WORK ORDER. From the line containing "Identify the location of sidebar-item-social: 社交媒体." down to the last line of the entries, print each line exactly and leave the pictures out.

---+---

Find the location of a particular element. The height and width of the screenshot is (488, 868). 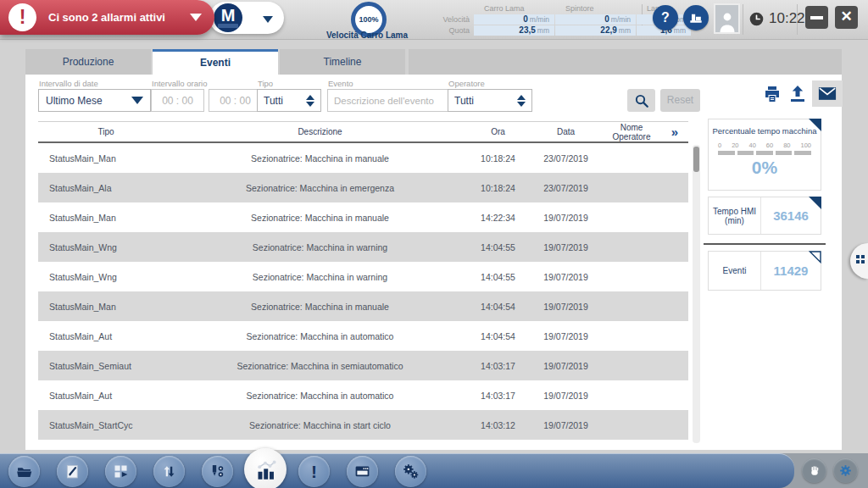

minimize-button is located at coordinates (817, 17).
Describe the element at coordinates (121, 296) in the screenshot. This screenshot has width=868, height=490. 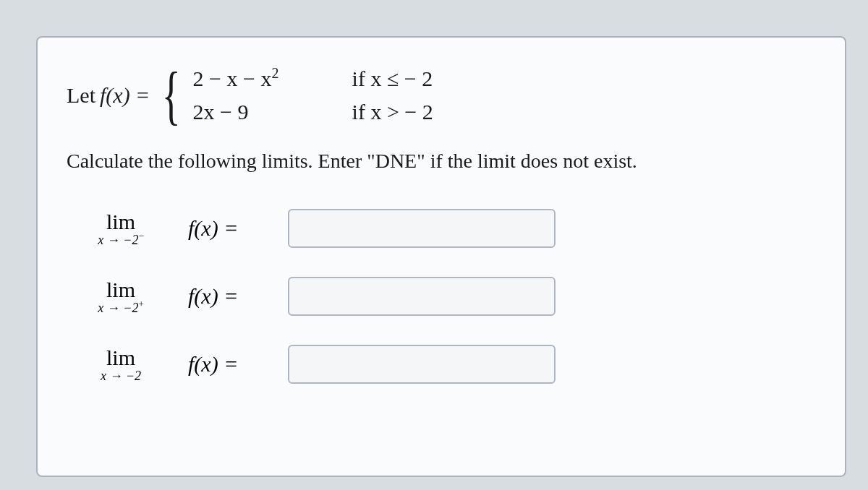
I see `limit-operator-2: lim x → −2+` at that location.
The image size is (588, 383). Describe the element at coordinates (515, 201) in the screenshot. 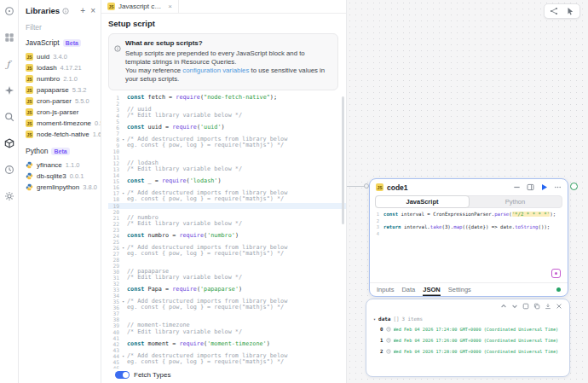

I see `tab-python: Python` at that location.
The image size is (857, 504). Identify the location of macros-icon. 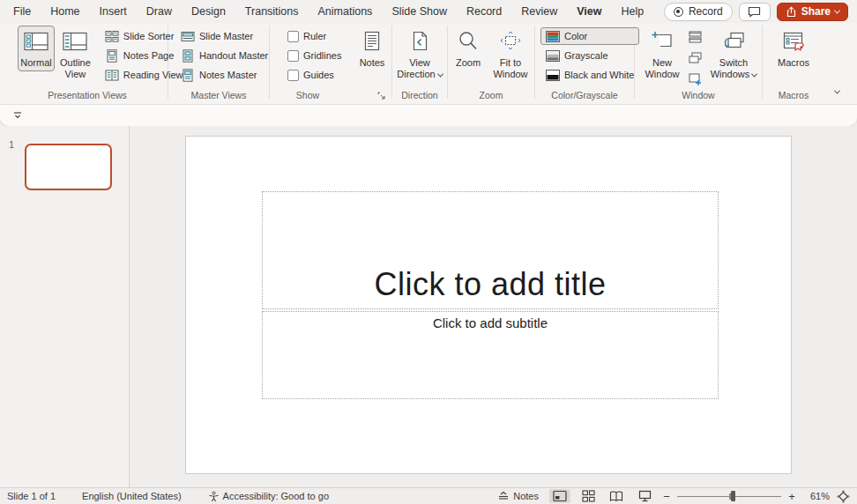
(794, 42).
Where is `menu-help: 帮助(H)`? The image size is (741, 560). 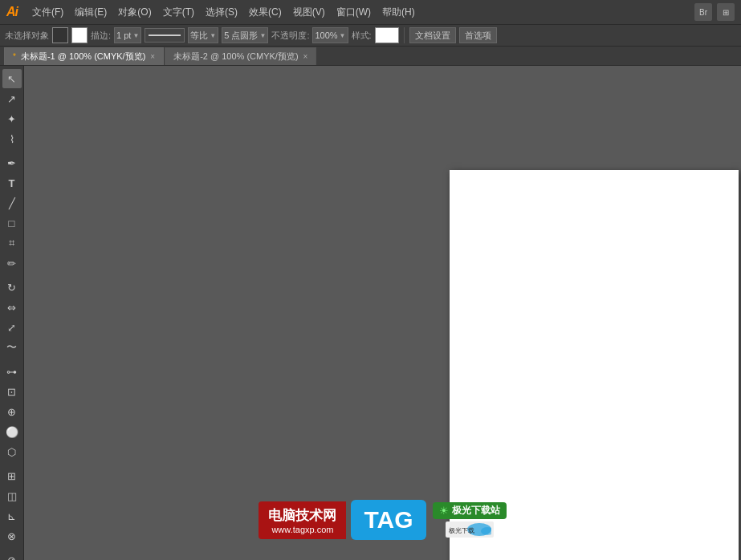 menu-help: 帮助(H) is located at coordinates (398, 13).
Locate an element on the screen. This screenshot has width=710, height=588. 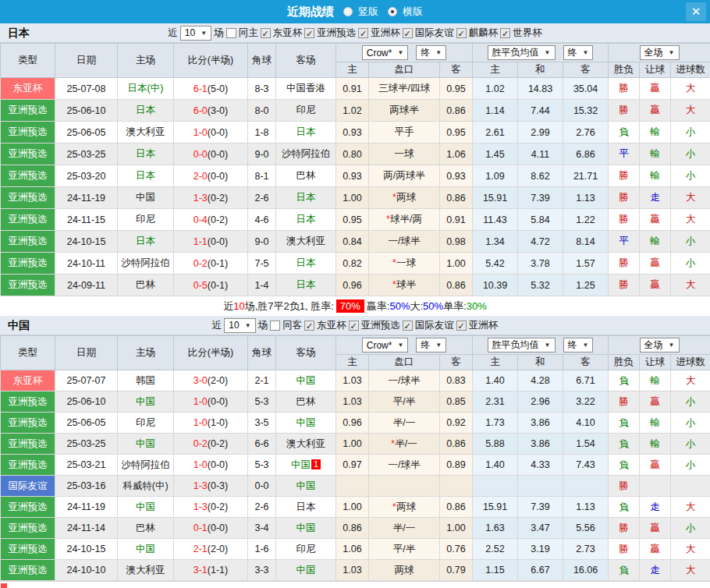
away-team-cell: 中国 is located at coordinates (306, 423).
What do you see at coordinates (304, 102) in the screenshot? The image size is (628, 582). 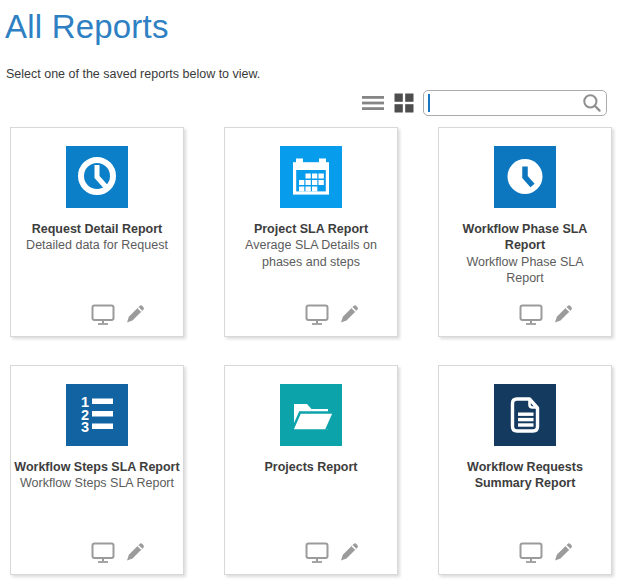 I see `view-toolbar` at bounding box center [304, 102].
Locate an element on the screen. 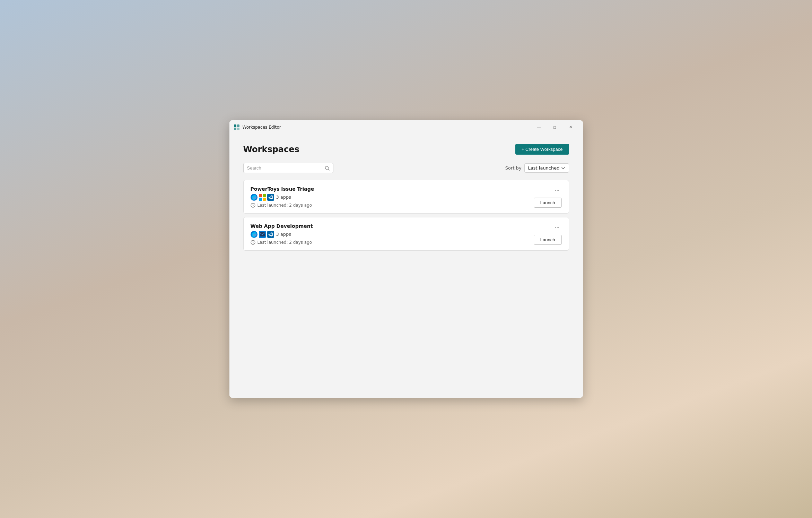 Image resolution: width=812 pixels, height=518 pixels. app-icon is located at coordinates (237, 127).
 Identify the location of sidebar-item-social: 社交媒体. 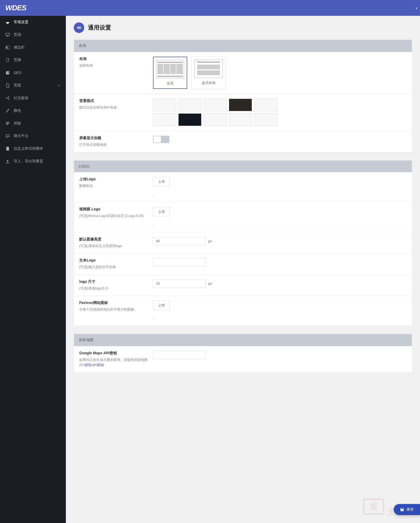
(33, 98).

---+---

EXPECTED ANSWER.
 Identify the location of sidebar-item-social: 社交媒体. 
(33, 98).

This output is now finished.